The static part of the logic is defined above. We use this logic to describe and model the knowledge and beliefs of the agents at a certain moment in the gossip. This section defines the dynamic part of the logic, which enables the model to change. Action models represent the epistemic actions that provoke the agents to change their beliefs and knowledge. From the Epistemic State Model together with the Epistemic Action Model the logic will be able to generate upgraded Epistemic State Models that model the situation after the action. This part is also adopted from the language proposed byBaltag and Smets(2008). Epistemic Action Models are defined as follows:

Definition 10. Epistemic Action Models, based upon (Baltag and Smets,2008, p.40)

An Epistemic Action Model is a model N = (Σ, ≤a, P re)a∈A where:

1. Σ is a set of (basic doxastic) actions, also called events, σ. Those represent the deterministic belief-revision actions of a particularly simple nature. 2. ≤ais, like above, a family of plausibility relations, labelled with the agents.

3. P re : Σ → Φ is a function that maps each element of Σ to some doxastic proposition preσ. We call preσ the precondition of the action σ.

Intuitively, the precondition defines the domain of applicability of action σ: it can be executed on a state s iff s satisfies its preconditions. The relations ≤a

give the agents’ beliefs about which actions are more plausible than others. On page 37 we denote the real event in Σ by σ∗ and denote this special state in the figures by a dashed line.

The new model is generated from the old Epistemic State Model M = (S, ≤a, V )a∈Aand an Epistemic Action Model N = (Σ, ≤a, P re)a∈Aacting on

the plausibility model.
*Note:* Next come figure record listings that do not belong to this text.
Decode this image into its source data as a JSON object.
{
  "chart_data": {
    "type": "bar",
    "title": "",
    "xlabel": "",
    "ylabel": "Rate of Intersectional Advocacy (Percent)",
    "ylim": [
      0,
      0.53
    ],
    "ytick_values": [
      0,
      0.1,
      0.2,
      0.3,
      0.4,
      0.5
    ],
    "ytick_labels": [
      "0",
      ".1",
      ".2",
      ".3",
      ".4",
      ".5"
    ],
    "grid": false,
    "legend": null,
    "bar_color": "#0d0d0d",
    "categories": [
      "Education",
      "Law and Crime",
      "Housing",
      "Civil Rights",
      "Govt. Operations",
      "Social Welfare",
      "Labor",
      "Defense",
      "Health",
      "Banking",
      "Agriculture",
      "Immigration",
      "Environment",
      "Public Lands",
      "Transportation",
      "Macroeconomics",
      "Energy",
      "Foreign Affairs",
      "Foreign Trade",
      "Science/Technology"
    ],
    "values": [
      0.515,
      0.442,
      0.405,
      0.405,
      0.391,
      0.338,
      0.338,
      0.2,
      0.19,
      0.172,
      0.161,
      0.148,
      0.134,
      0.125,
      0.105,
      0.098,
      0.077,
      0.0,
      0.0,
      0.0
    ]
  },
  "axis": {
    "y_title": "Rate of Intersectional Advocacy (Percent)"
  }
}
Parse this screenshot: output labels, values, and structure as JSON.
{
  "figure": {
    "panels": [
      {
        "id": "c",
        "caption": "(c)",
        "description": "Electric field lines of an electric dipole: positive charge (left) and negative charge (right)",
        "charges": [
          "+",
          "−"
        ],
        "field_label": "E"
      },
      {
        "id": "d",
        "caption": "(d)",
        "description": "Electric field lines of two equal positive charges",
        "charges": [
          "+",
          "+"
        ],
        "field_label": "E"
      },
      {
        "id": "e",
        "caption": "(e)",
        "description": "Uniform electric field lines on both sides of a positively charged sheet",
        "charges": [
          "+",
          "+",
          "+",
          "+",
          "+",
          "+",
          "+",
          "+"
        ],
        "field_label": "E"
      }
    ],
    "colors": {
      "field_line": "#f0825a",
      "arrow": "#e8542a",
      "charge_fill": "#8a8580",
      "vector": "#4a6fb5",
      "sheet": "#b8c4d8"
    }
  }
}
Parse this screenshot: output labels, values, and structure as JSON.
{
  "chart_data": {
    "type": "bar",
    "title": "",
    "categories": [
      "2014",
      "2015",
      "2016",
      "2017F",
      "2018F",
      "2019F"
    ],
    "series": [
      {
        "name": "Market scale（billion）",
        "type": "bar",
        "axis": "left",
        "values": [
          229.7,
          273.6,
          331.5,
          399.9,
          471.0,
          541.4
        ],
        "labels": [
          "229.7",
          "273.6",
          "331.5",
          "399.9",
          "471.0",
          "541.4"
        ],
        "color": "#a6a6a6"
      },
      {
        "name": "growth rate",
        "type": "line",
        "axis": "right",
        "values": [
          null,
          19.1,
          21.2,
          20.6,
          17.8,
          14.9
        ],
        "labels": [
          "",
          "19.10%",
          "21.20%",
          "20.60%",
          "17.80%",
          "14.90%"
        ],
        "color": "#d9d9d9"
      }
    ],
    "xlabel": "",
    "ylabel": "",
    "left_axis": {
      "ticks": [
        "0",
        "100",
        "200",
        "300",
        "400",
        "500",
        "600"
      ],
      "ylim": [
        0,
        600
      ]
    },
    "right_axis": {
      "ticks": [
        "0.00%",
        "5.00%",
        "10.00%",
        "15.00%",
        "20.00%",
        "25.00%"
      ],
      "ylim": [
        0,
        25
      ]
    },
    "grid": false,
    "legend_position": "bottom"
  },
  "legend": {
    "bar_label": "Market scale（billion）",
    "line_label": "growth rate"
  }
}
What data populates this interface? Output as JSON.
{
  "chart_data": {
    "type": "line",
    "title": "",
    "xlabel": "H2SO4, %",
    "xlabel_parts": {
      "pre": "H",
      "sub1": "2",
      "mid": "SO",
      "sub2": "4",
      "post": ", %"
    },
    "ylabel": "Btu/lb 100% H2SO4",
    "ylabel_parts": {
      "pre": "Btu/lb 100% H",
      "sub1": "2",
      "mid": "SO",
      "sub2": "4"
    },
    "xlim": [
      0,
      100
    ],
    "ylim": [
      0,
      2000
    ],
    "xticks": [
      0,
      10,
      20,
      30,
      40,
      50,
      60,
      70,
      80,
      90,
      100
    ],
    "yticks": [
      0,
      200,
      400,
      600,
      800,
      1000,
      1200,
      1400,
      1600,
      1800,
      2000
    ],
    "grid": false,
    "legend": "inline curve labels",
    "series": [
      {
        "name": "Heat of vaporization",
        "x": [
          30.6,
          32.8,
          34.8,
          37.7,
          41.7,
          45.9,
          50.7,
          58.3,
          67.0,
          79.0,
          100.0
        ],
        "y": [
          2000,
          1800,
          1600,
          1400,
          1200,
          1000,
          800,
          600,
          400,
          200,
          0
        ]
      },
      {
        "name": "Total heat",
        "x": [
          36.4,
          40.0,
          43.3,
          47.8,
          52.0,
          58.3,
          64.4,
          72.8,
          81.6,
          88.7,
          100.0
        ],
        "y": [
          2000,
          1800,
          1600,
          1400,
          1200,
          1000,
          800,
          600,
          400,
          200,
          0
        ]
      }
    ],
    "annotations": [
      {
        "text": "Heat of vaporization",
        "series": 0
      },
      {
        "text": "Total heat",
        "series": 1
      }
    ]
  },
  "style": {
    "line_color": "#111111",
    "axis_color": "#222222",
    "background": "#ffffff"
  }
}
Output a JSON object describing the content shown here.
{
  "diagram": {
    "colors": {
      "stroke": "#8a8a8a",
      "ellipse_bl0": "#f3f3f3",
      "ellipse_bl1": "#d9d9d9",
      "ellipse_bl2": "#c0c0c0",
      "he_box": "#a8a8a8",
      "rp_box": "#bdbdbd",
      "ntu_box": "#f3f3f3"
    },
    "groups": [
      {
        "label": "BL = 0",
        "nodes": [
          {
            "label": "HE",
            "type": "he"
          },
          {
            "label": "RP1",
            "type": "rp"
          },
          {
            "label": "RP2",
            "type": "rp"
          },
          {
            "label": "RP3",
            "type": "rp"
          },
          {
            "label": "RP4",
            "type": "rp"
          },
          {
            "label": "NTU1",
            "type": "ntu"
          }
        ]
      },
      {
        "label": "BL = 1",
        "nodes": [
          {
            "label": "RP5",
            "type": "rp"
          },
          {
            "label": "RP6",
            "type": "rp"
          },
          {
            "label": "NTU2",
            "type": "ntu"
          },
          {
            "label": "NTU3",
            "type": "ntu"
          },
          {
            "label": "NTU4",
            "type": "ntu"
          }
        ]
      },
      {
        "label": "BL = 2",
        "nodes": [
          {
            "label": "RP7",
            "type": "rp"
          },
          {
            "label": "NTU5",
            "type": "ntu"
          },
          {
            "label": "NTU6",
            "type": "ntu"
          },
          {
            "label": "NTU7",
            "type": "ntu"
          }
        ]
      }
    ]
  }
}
Using the action priority upgrade, which is explained below, we compute the new upgraded Epistemic State Model which is denoted M ⊗ N .

Definition 11. The upgraded Epistemic State Model, based upon (Baltag and Smets,2008, p.44-55)

Let M = (S, ≤a, V )a∈A be an Epistemic State Model and N = (Σ, ≤a

, Pre)a∈A an Epistemic Action Model. The upgraded Epistemic State Model

M ⊗ N = (S0, ≤0

a, V0)a∈Ais such that:

• the set of states is a subset of the Cartesian product, S0

:= {(s, σ) : s pre(σ)},

• the upgraded plausibility order is given by the Action priority Rule, with (s, σ) ≤0a (s0, σ0) iff either σ <a σ0and s ∼as0 , or else σ ˜=aσ0and s ≤a s0,

with ˜=a defined as σ ˜=aσ0 iff σ ≤aσ0 and σ0≤aσ,

• the upgraded valuation is given by the original valuation from the input-Epistemic State Model: for all V0(p) := {(s, σ) ∈ S0: s ∈ V (p)}.

Further, if s∗ was the actual world in M and σ∗ was the actual event in N , then (s∗, σ∗) represents the actual state in the upgraded Epistemic State Model.